Nizami Ganjavi International Center will host international web conference on The People’s Vaccine.
Available to all, everywhere, free of charge.
When the COVID-19 pandemic swept across the globe in 2020, it brought the world to a standstill. The virus caused disruption on an unprecedented scale. As Nizami Ganjavi International Center continues it’s active presence in discussions on COVID19, Peoples Vaccine and post COVID era it will host web conference which will be joined by Madame Winnie Byanyima, Under-Secretary General of UN, Executive Director of UNAIDS will be discussed why we need a people’s vaccine to beat COVID-19, lessons from HIV or COVID-19 and future pandemics.
The path we are currently on does not benefit anybody. There is no way life can return to normal, anywhere, if people in just a handful of countries are vaccinated. There will be no end in sight until rich countries stop hoarding vaccines, stop supporting pharma monopolies, and start facing up to their international obligations.”
The People’s Vaccine Alliance - a coalition of organizations including Amnesty International, Health Justice Initiative, Oxfam, Stop AIDS Campaign, and UNAIDS, Nizami Ganjavi International Center - has calculated that if current trends continue, it will take the world’s poorest countries until 2078 to vaccinate their populations. Meanwhile G7 countries are on track to vaccinate their populations by January 2022. By the end of May 2021, 42% of people in G7 countries had received at least one vaccine dose, compared to less than 1% in low-income countries.
28% of the Covid-19 vaccines that had been delivered by the end of May were in G7 countries, which represent just 10% of the world’s population. The UK alone has administered nearly twice as many jabs than the entire African continent, despite its population being twenty times smaller.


**EXERCISE REQUIREMENTS**
Type out the records that follow, exactly as given.

(Collection entries)
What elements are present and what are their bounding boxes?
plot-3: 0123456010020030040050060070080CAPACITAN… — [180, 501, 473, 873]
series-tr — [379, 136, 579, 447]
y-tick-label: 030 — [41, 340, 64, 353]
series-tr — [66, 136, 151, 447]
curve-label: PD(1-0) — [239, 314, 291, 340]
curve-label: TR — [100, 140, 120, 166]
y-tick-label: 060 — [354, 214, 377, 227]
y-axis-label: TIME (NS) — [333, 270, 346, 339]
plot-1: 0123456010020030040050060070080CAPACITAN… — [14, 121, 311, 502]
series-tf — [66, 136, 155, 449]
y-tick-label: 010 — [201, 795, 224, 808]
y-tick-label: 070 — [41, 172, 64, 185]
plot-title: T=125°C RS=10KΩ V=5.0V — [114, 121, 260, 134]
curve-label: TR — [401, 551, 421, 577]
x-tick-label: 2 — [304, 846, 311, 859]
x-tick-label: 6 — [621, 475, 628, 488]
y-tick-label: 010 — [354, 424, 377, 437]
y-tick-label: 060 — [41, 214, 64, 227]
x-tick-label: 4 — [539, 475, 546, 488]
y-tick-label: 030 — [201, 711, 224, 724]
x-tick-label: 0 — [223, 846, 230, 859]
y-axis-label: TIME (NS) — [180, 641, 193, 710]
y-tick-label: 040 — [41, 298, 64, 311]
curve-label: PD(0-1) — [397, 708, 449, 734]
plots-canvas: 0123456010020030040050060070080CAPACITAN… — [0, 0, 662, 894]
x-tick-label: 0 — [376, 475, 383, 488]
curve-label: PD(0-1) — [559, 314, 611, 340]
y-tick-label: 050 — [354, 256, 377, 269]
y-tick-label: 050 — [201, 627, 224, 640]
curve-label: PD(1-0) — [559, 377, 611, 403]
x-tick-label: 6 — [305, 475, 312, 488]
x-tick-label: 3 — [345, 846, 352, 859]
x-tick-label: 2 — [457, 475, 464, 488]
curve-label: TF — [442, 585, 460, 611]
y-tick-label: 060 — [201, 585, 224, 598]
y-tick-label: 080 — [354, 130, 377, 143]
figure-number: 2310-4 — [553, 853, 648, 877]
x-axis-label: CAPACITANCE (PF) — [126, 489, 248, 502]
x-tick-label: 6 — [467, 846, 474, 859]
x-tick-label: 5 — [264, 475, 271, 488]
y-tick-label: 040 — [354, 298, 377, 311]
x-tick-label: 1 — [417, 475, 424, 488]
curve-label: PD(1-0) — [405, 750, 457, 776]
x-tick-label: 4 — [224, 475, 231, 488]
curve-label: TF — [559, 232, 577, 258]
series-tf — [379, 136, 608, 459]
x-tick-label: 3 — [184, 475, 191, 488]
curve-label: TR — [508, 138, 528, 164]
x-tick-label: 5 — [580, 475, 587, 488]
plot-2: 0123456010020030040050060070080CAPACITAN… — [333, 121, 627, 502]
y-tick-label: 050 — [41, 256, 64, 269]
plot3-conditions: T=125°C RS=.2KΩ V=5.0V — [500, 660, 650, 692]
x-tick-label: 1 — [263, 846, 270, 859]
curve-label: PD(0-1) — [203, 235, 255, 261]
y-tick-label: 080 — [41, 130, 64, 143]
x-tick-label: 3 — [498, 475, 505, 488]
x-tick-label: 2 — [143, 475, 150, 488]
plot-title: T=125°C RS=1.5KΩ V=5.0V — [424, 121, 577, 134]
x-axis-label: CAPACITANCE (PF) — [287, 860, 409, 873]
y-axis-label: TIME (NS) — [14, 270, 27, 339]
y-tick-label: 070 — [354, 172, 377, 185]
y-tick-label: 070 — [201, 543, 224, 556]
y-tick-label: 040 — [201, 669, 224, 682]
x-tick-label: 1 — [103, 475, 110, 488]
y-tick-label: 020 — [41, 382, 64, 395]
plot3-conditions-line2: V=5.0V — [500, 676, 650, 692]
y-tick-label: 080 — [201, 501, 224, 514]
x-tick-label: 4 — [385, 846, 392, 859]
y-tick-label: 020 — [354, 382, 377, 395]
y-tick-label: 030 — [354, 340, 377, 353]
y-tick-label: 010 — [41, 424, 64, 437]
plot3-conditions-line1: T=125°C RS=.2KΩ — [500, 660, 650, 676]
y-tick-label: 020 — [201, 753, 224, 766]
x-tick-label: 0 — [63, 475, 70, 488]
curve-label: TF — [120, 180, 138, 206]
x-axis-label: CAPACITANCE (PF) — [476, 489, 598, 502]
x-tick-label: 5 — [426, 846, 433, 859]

**WRITTEN SOLUTION**
What elements are present and what are their bounding boxes?
plot-3: 0123456010020030040050060070080CAPACITAN… — [180, 501, 473, 873]
series-tr — [379, 136, 579, 447]
y-tick-label: 030 — [41, 340, 64, 353]
series-tr — [66, 136, 151, 447]
curve-label: PD(1-0) — [239, 314, 291, 340]
curve-label: TR — [100, 140, 120, 166]
y-tick-label: 060 — [354, 214, 377, 227]
y-axis-label: TIME (NS) — [333, 270, 346, 339]
plot-1: 0123456010020030040050060070080CAPACITAN… — [14, 121, 311, 502]
series-tf — [66, 136, 155, 449]
y-tick-label: 010 — [201, 795, 224, 808]
y-tick-label: 070 — [41, 172, 64, 185]
plot-title: T=125°C RS=10KΩ V=5.0V — [114, 121, 260, 134]
curve-label: TR — [401, 551, 421, 577]
x-tick-label: 2 — [304, 846, 311, 859]
x-tick-label: 6 — [621, 475, 628, 488]
y-tick-label: 010 — [354, 424, 377, 437]
y-tick-label: 060 — [41, 214, 64, 227]
x-tick-label: 4 — [539, 475, 546, 488]
y-tick-label: 030 — [201, 711, 224, 724]
x-tick-label: 0 — [223, 846, 230, 859]
y-axis-label: TIME (NS) — [180, 641, 193, 710]
y-tick-label: 040 — [41, 298, 64, 311]
curve-label: PD(0-1) — [397, 708, 449, 734]
plots-canvas: 0123456010020030040050060070080CAPACITAN… — [0, 0, 662, 894]
x-tick-label: 0 — [376, 475, 383, 488]
curve-label: PD(0-1) — [559, 314, 611, 340]
y-tick-label: 050 — [354, 256, 377, 269]
y-tick-label: 050 — [201, 627, 224, 640]
curve-label: PD(1-0) — [559, 377, 611, 403]
x-tick-label: 6 — [305, 475, 312, 488]
x-tick-label: 3 — [345, 846, 352, 859]
x-tick-label: 2 — [457, 475, 464, 488]
curve-label: TF — [442, 585, 460, 611]
y-tick-label: 060 — [201, 585, 224, 598]
y-tick-label: 080 — [354, 130, 377, 143]
figure-number: 2310-4 — [553, 853, 648, 877]
x-axis-label: CAPACITANCE (PF) — [126, 489, 248, 502]
x-tick-label: 6 — [467, 846, 474, 859]
x-tick-label: 5 — [264, 475, 271, 488]
y-tick-label: 040 — [354, 298, 377, 311]
x-tick-label: 1 — [417, 475, 424, 488]
curve-label: PD(1-0) — [405, 750, 457, 776]
x-tick-label: 4 — [224, 475, 231, 488]
curve-label: TF — [559, 232, 577, 258]
series-tf — [379, 136, 608, 459]
x-tick-label: 3 — [184, 475, 191, 488]
curve-label: TR — [508, 138, 528, 164]
x-tick-label: 5 — [580, 475, 587, 488]
plot-2: 0123456010020030040050060070080CAPACITAN… — [333, 121, 627, 502]
y-tick-label: 050 — [41, 256, 64, 269]
plot3-conditions: T=125°C RS=.2KΩ V=5.0V — [500, 660, 650, 692]
x-tick-label: 1 — [263, 846, 270, 859]
curve-label: PD(0-1) — [203, 235, 255, 261]
y-tick-label: 080 — [41, 130, 64, 143]
x-tick-label: 3 — [498, 475, 505, 488]
x-tick-label: 2 — [143, 475, 150, 488]
plot-title: T=125°C RS=1.5KΩ V=5.0V — [424, 121, 577, 134]
x-axis-label: CAPACITANCE (PF) — [287, 860, 409, 873]
y-axis-label: TIME (NS) — [14, 270, 27, 339]
y-tick-label: 070 — [354, 172, 377, 185]
y-tick-label: 070 — [201, 543, 224, 556]
y-tick-label: 040 — [201, 669, 224, 682]
x-tick-label: 1 — [103, 475, 110, 488]
y-tick-label: 020 — [41, 382, 64, 395]
plot3-conditions-line2: V=5.0V — [500, 676, 650, 692]
y-tick-label: 080 — [201, 501, 224, 514]
x-tick-label: 4 — [385, 846, 392, 859]
y-tick-label: 020 — [354, 382, 377, 395]
y-tick-label: 030 — [354, 340, 377, 353]
y-tick-label: 010 — [41, 424, 64, 437]
plot3-conditions-line1: T=125°C RS=.2KΩ — [500, 660, 650, 676]
y-tick-label: 020 — [201, 753, 224, 766]
x-tick-label: 0 — [63, 475, 70, 488]
curve-label: TF — [120, 180, 138, 206]
x-axis-label: CAPACITANCE (PF) — [476, 489, 598, 502]
x-tick-label: 5 — [426, 846, 433, 859]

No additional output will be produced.